One of the best shots in “A Matter of Life and Death” is a deep focus image of Peter Carter (David Niven) sleeping in a chair while through a window we can clearly see his girlfriend June (Kim Hunter) and his doctor Frank Reeves (Roger Livesay) playing an innocent game of table tennis. The shot has a visual poetry and at once takes place in two distinct worlds.
Such is the nature of “A Matter of Life and Death,” a deep, profound, intelligent and thought provoking film on fate vs. free will that, unlike many films with similar themes, is blissfully playful and fun.
On the new critics’ Sight and Sound Poll, “A Matter of Life and Death” is tied for 90th place, the highest of any Powell and Pressburger film and just ahead of a movie with a similar subject but a very different tone, “The Seventh Seal.”
We meet Peter Carter mid-air on a crashing bomber plane during World War II, and just before he jumps out of the burning plane with no parachute, he spends his last few minutes talking to the on-the-ground operative June, quickly showing himself to be a man with poetry and love in his heart to a woman who can’t help but show compassion and concern.

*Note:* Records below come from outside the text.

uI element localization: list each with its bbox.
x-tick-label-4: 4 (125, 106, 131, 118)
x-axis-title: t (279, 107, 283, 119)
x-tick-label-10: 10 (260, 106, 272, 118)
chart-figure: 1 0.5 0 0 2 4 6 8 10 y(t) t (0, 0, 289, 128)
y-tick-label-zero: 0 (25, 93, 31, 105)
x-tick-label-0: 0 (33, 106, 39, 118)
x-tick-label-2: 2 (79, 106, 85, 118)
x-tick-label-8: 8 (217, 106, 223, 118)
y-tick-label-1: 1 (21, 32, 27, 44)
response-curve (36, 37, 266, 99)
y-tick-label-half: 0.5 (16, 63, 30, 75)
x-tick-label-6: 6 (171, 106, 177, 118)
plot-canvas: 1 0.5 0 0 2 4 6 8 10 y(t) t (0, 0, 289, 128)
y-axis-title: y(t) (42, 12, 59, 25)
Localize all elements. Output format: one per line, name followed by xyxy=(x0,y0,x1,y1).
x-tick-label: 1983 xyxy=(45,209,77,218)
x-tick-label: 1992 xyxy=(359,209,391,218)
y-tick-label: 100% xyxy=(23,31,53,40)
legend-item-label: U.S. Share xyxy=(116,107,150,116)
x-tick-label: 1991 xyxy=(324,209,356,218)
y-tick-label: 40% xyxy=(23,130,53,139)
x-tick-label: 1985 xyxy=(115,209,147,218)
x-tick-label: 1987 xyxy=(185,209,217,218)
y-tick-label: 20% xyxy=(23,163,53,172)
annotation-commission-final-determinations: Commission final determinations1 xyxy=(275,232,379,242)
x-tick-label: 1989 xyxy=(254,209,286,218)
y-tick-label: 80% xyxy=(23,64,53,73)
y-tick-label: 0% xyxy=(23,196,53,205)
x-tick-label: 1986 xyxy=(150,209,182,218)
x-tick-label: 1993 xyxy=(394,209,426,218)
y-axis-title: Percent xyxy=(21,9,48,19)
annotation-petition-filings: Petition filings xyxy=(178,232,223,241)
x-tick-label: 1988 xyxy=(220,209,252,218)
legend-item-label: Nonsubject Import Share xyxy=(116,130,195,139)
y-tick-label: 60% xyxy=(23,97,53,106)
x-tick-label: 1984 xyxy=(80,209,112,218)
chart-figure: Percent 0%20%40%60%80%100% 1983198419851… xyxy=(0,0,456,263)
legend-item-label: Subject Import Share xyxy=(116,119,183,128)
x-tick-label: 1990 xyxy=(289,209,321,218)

The film switches to black and white, and we’re in a pristine, geometrically perfect place we quickly realize is heaven. Soldiers come up an escalator with expressions of insouciance as they explain their death, forlornness as one plays a harmonica coming up the stairs, confusion as one soldier searches this place aimlessly, and excitement as a flock of soldiers run upstairs together and start flirting with the angel secretary. It turns out that Peter was supposed to show up here, but his grim reaper, a French fop who blames the silly English weather and fog, caused him to miss. (“Sorry. I… lost my head”) But now that he’s fallen in love with June and has survived, he feels entitled to keep a hold of his life and appeals to the high court of heaven that love should supersede the law of death.
It’s a wonderful story that works like a charm, and its made all the more delightful by its vibrant visual palette. The Technicolor in Powell and Pressburger movies (see: “The Red Shoes”) always seems to pop more than even most films today, and here the look is used to depict Heaven as the sterile, ordered universe and Earth as the otherworldly place of love, magic and possibility. “One is starved for Technicolor up there,” says the grim reaper in a gem of a fourth wall breaking moment.

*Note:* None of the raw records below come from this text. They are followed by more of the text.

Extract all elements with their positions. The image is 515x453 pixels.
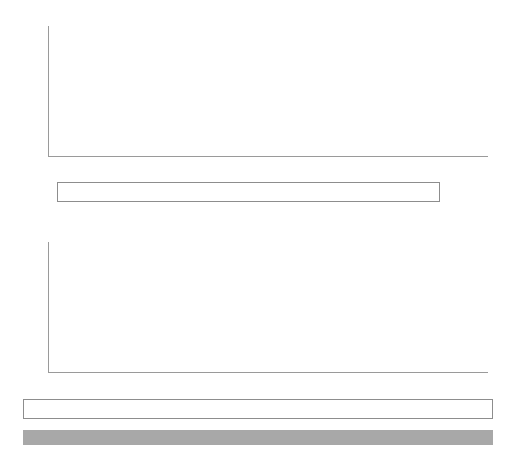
top-bar-chart — [0, 0, 515, 210]
top-chart-plot-area — [48, 26, 488, 156]
top-chart-legend — [57, 182, 440, 202]
bottom-chart-bars — [48, 242, 488, 372]
source-bar — [23, 430, 493, 445]
bottom-bar-chart — [0, 222, 515, 422]
bottom-chart-x-axis — [48, 372, 488, 373]
top-chart-bars — [48, 26, 488, 156]
chart-page — [0, 0, 515, 453]
bottom-chart-legend — [23, 399, 493, 419]
bottom-chart-plot-area — [48, 242, 488, 372]
top-chart-x-axis — [48, 156, 488, 157]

Powell’s camera and Pressburger’s editing have a sort of visual poetry and musical quality. Watch a scene where Doctor Reeves has built a lens to overlook the town. The room is completely dark and the scene is lit such that dogs and people pop in front of a blackened infinity backdrop. The scene’s unnatural aesthetic even lends the next shot framed inside a doorway a sort of storybook quality. It’s all quite lovely.

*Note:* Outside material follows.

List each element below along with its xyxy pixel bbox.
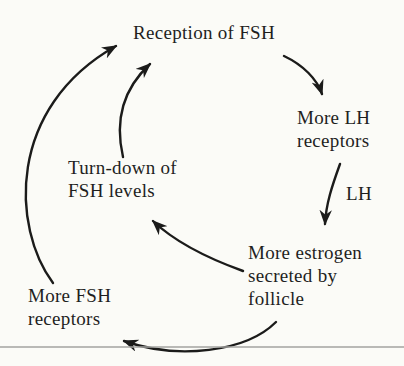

Unfortunately I became somewhat disenchanted with the ending. Doctor Reeves serves as Peter’s counsel in a court case on his life, and the film transforms into something about culture rather than fate or human nature. A patriot American killed in 1775 leads the charge on Peter and all the British, and it feels dated with antiquated ideas about American idealism and wartime romance. It has to confirm to us that it is possible that a Brit and an American could in fact fall in love under such circumstances, and then it has to remind us that America is a melting pot. The jury selected is a group of worldly people who all have prejudices to England (although ask all of them what they think of America today), and they’re replaced with American counterparts portrayed by the same actors.
Even the end loses some of its poetic elegance. While standing on the giant stairway to heaven (the film’s new title), which is one of the finest sets constructed in Old Hollywood, the film spends so much time waxing on and on about the ideas of love and not about the guiding principles that opened the film.
Regardless, it’s a delightful film of great joy and visual splendor.